People still stare when we roll up to school or the grocery store—two huge, tattooed bikers with two tiny blonde girls. Let them stare. These are our daughters. They chose us that morning at the bus stop, and we chose them right back.
Last night, Lily asked me if we were going to leave them like their first mama did. I got down on one knee and looked her in the eyes. “Never. You’re stuck with us forever. Think you can handle that?” She wrapped her arms around my neck. “Forever and ever?” “Forever and ever.”
Sometimes I think about their mother and that note. “Please don’t let them forget me but please give them a life.”
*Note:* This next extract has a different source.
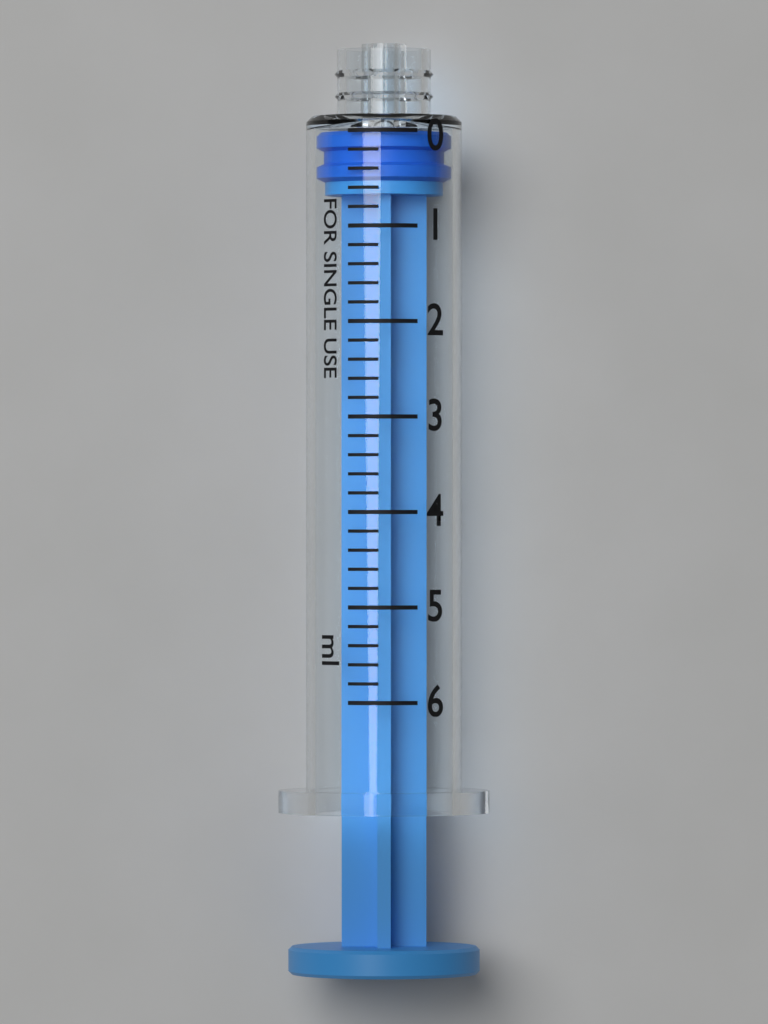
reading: 0.0 ml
We won’t let them forget. We have that photo, and we’ll tell them the truth when they’re ready. We’ll tell them their first mama loved them so much she made sure they’d be found by someone who could give them what she couldn’t.
And we’ll tell them that sometimes the family you need finds you at a bus stop on a Saturday morning. With a paper bag, a blue balloon, and two scared bikers who didn’t know their lives were about to change forever.
Rose still sleeps with that blue balloon—deflated now, but she won’t let us throw it away. “It’s from the day we got our daddies,” she says. And she’s right. That’s exactly what it’s from.